Ned’s mouth is always full of words, but David Cromer delivers them with consideration and passion, forging a man who cares deeply. Patrick Andrews’ Felix is the most shaped performance, a man who emerges from a difficult life with an acceptance that allows humor and a light touch to dominate his darkest moments.  Ned and Felix’s sex scenes have been directed to show tenderness and love more than fierceness. Gentle touches and brushes make us yearn with them for a future.

Ben, Ned’s brother, is a stalwart aid in his life.  Both men have recovered from the same childhood, drawn here only as coming to cope with an activist Mom, who cared more about the problems of the Red Cross than those of her family, and a wilting Dad.

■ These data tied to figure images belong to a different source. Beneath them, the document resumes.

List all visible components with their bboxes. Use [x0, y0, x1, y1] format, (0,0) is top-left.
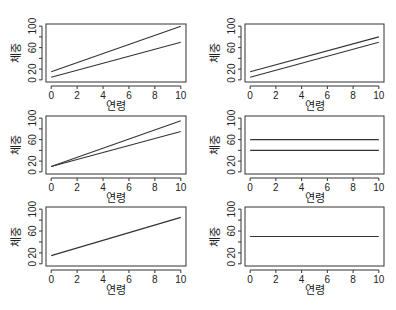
x-tick-label: 10	[175, 90, 187, 101]
x-tick-label: 6	[325, 90, 331, 101]
y-tick-label: 60	[27, 225, 38, 237]
panel-3: 0246810연령02060100체중	[10, 109, 187, 205]
panel-6: 0246810연령02060100체중	[209, 200, 385, 297]
x-tick-label: 2	[74, 274, 80, 285]
y-tick-label: 60	[226, 225, 237, 237]
series-line	[250, 37, 379, 72]
panel-4: 0246810연령02060100체중	[209, 109, 385, 205]
y-tick-label: 100	[226, 200, 237, 217]
series-line	[51, 132, 181, 167]
x-tick-label: 8	[350, 274, 356, 285]
x-tick-label: 10	[175, 182, 187, 193]
y-tick-label: 20	[226, 63, 237, 75]
y-tick-label: 0	[27, 169, 38, 175]
y-tick-label: 100	[226, 17, 237, 34]
y-tick-label: 100	[27, 17, 38, 34]
panel-5: 0246810연령02060100체중	[10, 200, 187, 297]
y-tick-label: 0	[27, 261, 38, 267]
x-tick-label: 2	[74, 182, 80, 193]
x-tick-label: 0	[247, 182, 253, 193]
x-tick-label: 2	[273, 90, 279, 101]
x-tick-label: 6	[126, 90, 132, 101]
series-line	[51, 217, 181, 255]
plot-box	[46, 116, 186, 174]
y-tick-label: 60	[226, 42, 237, 54]
x-tick-label: 6	[126, 182, 132, 193]
x-tick-label: 2	[273, 182, 279, 193]
series-line	[51, 42, 181, 77]
panel-1: 0246810연령02060100체중	[10, 17, 187, 113]
y-tick-label: 0	[226, 261, 237, 267]
x-axis-label: 연령	[305, 100, 325, 113]
y-tick-label: 60	[226, 134, 237, 146]
y-tick-label: 60	[27, 134, 38, 146]
x-tick-label: 10	[373, 182, 385, 193]
series-line	[51, 26, 181, 72]
y-axis-label: 체중	[209, 135, 222, 155]
chart-figure: 0246810연령02060100체중0246810연령02060100체중02…	[0, 0, 396, 310]
x-tick-label: 0	[48, 90, 54, 101]
x-tick-label: 6	[325, 274, 331, 285]
plot-box	[245, 116, 384, 174]
y-tick-label: 0	[226, 77, 237, 83]
x-tick-label: 8	[152, 182, 158, 193]
panel-2: 0246810연령02060100체중	[209, 17, 385, 113]
y-tick-label: 20	[226, 155, 237, 167]
y-tick-label: 100	[27, 200, 38, 217]
y-tick-label: 20	[27, 63, 38, 75]
y-axis-label: 체중	[10, 43, 23, 63]
y-tick-label: 0	[226, 169, 237, 175]
x-tick-label: 0	[48, 274, 54, 285]
x-tick-label: 0	[247, 90, 253, 101]
x-tick-label: 8	[152, 274, 158, 285]
y-tick-label: 100	[27, 109, 38, 126]
x-axis-label: 연령	[106, 100, 126, 113]
y-tick-label: 20	[27, 247, 38, 259]
x-tick-label: 2	[74, 90, 80, 101]
y-tick-label: 20	[226, 247, 237, 259]
x-tick-label: 2	[273, 274, 279, 285]
y-tick-label: 20	[27, 155, 38, 167]
x-tick-label: 10	[373, 274, 385, 285]
x-tick-label: 6	[126, 274, 132, 285]
series-line	[250, 42, 379, 77]
x-tick-label: 6	[325, 182, 331, 193]
y-axis-label: 체중	[10, 135, 23, 155]
x-axis-label: 연령	[106, 284, 126, 297]
y-tick-label: 100	[226, 109, 237, 126]
x-tick-label: 10	[175, 274, 187, 285]
y-axis-label: 체중	[209, 43, 222, 63]
series-line	[51, 121, 181, 167]
x-axis-label: 연령	[305, 284, 325, 297]
x-tick-label: 0	[48, 182, 54, 193]
x-axis-label: 연령	[106, 192, 126, 205]
y-axis-label: 체중	[209, 227, 222, 247]
x-axis-label: 연령	[305, 192, 325, 205]
x-tick-label: 10	[373, 90, 385, 101]
y-tick-label: 60	[27, 42, 38, 54]
y-axis-label: 체중	[10, 227, 23, 247]
x-tick-label: 0	[247, 274, 253, 285]
x-tick-label: 8	[350, 182, 356, 193]
y-tick-label: 0	[27, 77, 38, 83]
x-tick-label: 8	[152, 90, 158, 101]
x-tick-label: 8	[350, 90, 356, 101]
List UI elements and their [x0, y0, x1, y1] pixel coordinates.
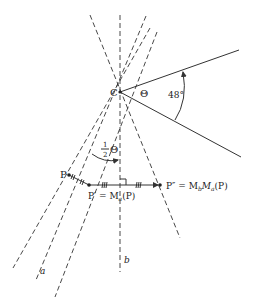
- right-angle-marker: [120, 179, 126, 185]
- point-p: [67, 173, 71, 177]
- ray-upper: [120, 50, 239, 92]
- label-p-double-prime: P″ = MbMa(P): [166, 181, 228, 192]
- dashed-line-right: [90, 15, 180, 238]
- reflection-diagram: C Θ 48° 1 2 Θ P P′ = Ma(P) P″ = MbMa(P) …: [0, 0, 255, 301]
- label-p: P: [60, 169, 67, 180]
- label-line-b: b: [124, 255, 130, 265]
- arrow-to-pdprime: [153, 182, 159, 188]
- mirror-line-a: [36, 16, 146, 280]
- label-line-a: a: [40, 266, 45, 276]
- dashed-line-left-1: [13, 28, 150, 268]
- label-half-num: 1: [103, 141, 107, 149]
- point-p-prime: [87, 183, 91, 187]
- ray-lower: [120, 92, 241, 157]
- point-p-double-prime: [158, 183, 162, 187]
- label-half-theta: Θ: [110, 144, 118, 155]
- dashed-line-left-2: [55, 32, 157, 297]
- label-half-den: 2: [103, 151, 107, 159]
- label-theta: Θ: [140, 88, 148, 99]
- label-48-degrees: 48°: [168, 90, 184, 100]
- point-c: [118, 90, 121, 93]
- label-c: C: [110, 87, 118, 98]
- label-p-prime: P′ = Ma(P): [88, 191, 135, 202]
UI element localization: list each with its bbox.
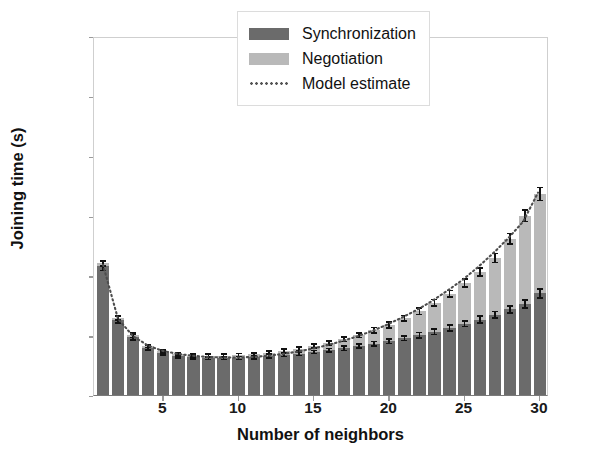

Ben can stand up for Ned, but embraces his alternate universe only at the end when he comes to know Ned’s dying partner.  Marc Grapey was able to suggest Big Law grappling with the politics of the real world in a style that conveyed professional propriety and also deep human concern. 

Bruce heads up the first Gay Men’s organization. Once a Green Beret, he is now in charge of 2000 employees at Citibank and is also concerned about his 401K, his life insurance, to say nothing of his salary and his coop. Alex Weisman’s perplexed ‘why can’t we all get along role’ is done with great charm. That we all do now is a testament to men like Tommy in the play.

Mickey is a campy figure who has survived in the Koch administration. He is unable to unglue the powers that be to fund an information campaign. This role, brilliantly wrought by Stephen Rader, is the most treacherous in the play. Yet the character’s sissy fragility never teeters over into caricature.  Instead, and fluttering all the while, Stephen Rader etched a figure that could also look at problems straight on. 

Drew Anderson stepped into multiple roles, the most complex as the Mayor’s aide, a gay man himself, who retains his dignity even as he is accused of betraying his kind.

The phrase ‘the normal heart’ comes from an Auden poem, in which the human heart craves not for universal love, but for love alone.  Ned comes to this in his love for Felix. But it is Felix who points out to Ned that he loves fighting and is good at it.  Without the fight, many battles would be lost before they even began.  

I continue to be appalled that something as simple as conveying the life and death choices sexual encounters entailed in the gay community were so difficult to achieve.  Playwright Kramer is even-handed as he metes out blame. For the gay community, having bathhouse activity and bar pickups taken away seemed too cruel a fate.

In the outside community what did gays count for anyway?  Ned gives a marvelous speech in which he, as an author, stands in a long line of gay artists from Plato and Aristotle, to Leonardo and Michelangelo, to Proust and Henry James.

Universal love is what Ned and Ben’s mother sought. Ned finds his love alone as he wages a battle to be recognized as a gay man among gay men. He has a normal heart embedded in other normal hearts. Normal Heart is a wrenching but elucidating evening of theatre.  

In the end says Auden, ‘we must love one another or die.’ One leaves the theatre after this evening feeling just that.